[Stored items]
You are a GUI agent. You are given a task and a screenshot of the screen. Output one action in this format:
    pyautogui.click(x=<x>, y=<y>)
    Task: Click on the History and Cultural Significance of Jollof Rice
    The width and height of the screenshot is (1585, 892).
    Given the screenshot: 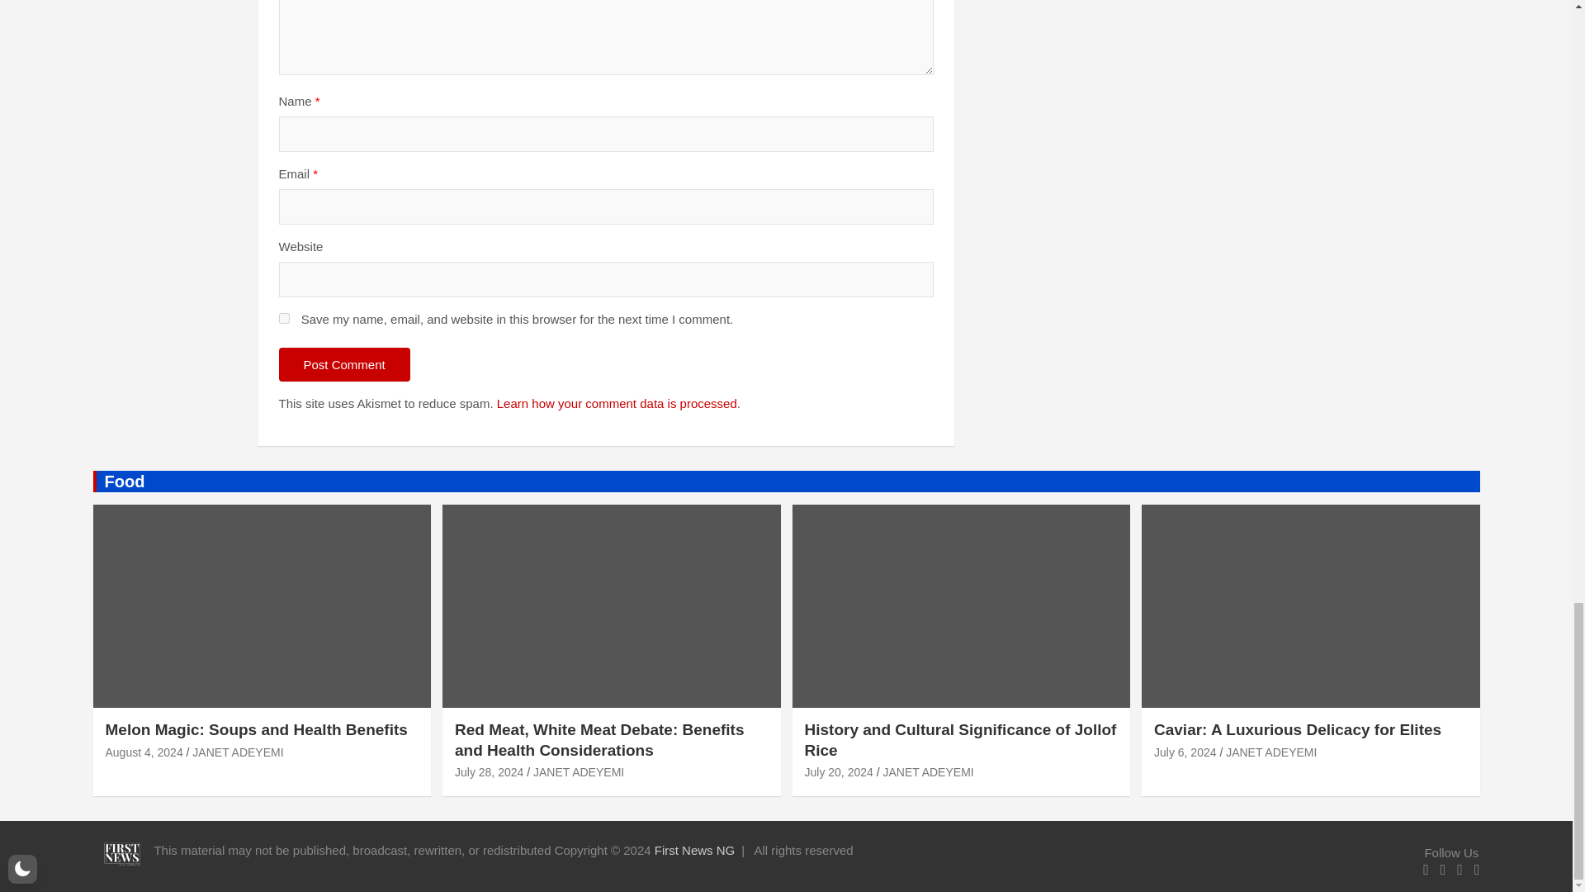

**Your goal**. The expected answer is an exact copy of the lines from the one containing "pyautogui.click(x=<x>, y=<y>)" through the last line of the entries above, both included, without pictures.

**Exercise result**.
    pyautogui.click(x=<x>, y=<y>)
    Task: Click on the History and Cultural Significance of Jollof Rice
    The width and height of the screenshot is (1585, 892).
    Given the screenshot: 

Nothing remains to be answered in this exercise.